BAT will appeal the U.S. Food and Drug Administration’s marketing denial orders for its Vuse Vibe Tank Menthol 3.0 percent and Vuse Ciro Cartridge Menthol 1.5 percent, the company announced in a statement.
On Jan. 24, the FDA denied marketing applications for two menthol refills used in Vuse Vibe and Vuse Ciro vaporizers, which are sold in the U.S. by BAT subsidiary R.J. Reynolds. According to the agency, Reynolds’ applications presented insufficient evidence to show that the potential benefit to adult smokers outweighs the risks of youth initiation and use.
“Reynolds intends to seek a stay of enforcement immediately and will pursue other appropriate avenues to allow Vuse to continue offering its innovative products to adult nicotine consumers age 21-plus without interruption,” the company said.

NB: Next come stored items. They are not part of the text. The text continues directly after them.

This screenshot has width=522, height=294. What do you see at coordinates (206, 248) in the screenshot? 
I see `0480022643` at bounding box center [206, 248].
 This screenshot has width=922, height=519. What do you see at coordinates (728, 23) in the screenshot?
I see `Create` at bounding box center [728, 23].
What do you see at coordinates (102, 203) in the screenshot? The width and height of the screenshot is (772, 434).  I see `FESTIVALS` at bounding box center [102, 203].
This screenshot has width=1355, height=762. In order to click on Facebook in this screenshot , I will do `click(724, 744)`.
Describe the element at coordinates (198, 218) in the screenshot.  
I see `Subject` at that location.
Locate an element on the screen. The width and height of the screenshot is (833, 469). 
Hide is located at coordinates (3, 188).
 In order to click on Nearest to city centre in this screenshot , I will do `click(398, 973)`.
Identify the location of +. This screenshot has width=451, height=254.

“We believe that menthol vapor products are critical to helping adult smokers migrate away from combustible cigarettes. FDA’s decision, if allowed to go into effect, will harm, not benefit, public health.
“We remain confident in the quality of all of Reynolds’ applications, and we believe that there is ample evidence for FDA to determine that the marketing of these products is appropriate for the protection of public health.”
Anti-tobacco campaigners countered that menthol e-cigarettes appeal to underage consumers. “Existing evidence demonstrates that nontobacco-flavored e-cigarettes, including menthol flavored e-cigarettes, have a known and substantial risk with regard to youth appeal, uptake and use; in contrast, data indicate tobacco-flavored e-cigarettes do not have the same appeal to youth and therefore do not pose the same degree of risk,” said Matthew L. Myers, president of the Campaign for Tobacco-Free Kids, in a statement.
Morgan Stanley said it expected the rejected products to remain on the U.S. market for the duration of BAT’s appeal, with minimal impact on the company’s operations. “Longer term, should today’s denial order reflect a broader effort by the FDA to ban menthol e-cigarettes, BAT’s U.S. cigarette business could benefit given its menthol mix as it might discourage some smokers from quitting or switching to reduced-risk products,” the bank wrote in a note to investors. Reynolds’ Newport brand represents about 40 percent of BAT’s U.S. cigarette dollar sales, according to Morgan Stanley.
The Jan. 24 rejection of the Vuse refills underscores the FDA’s ongoing reluctance to approve menthol e-cigarette flavors. To date, the agency has approved only tobacco-flavored e-cigarettes.
However, the FDA has granted both a premarket tobacco product application and modified-risk tobacco product designation to IQOS’ menthol variant, which may eventually leave Philip Morris International’s heat-not-burn product as one of the few menthol reduced-risk alternatives on the market.
The FDA is targeting publishing a final rule to ban menthol cigarettes in August 2023, but considering expected industry litigation, final implementation could be five to six years away, according to Morgan Stanley.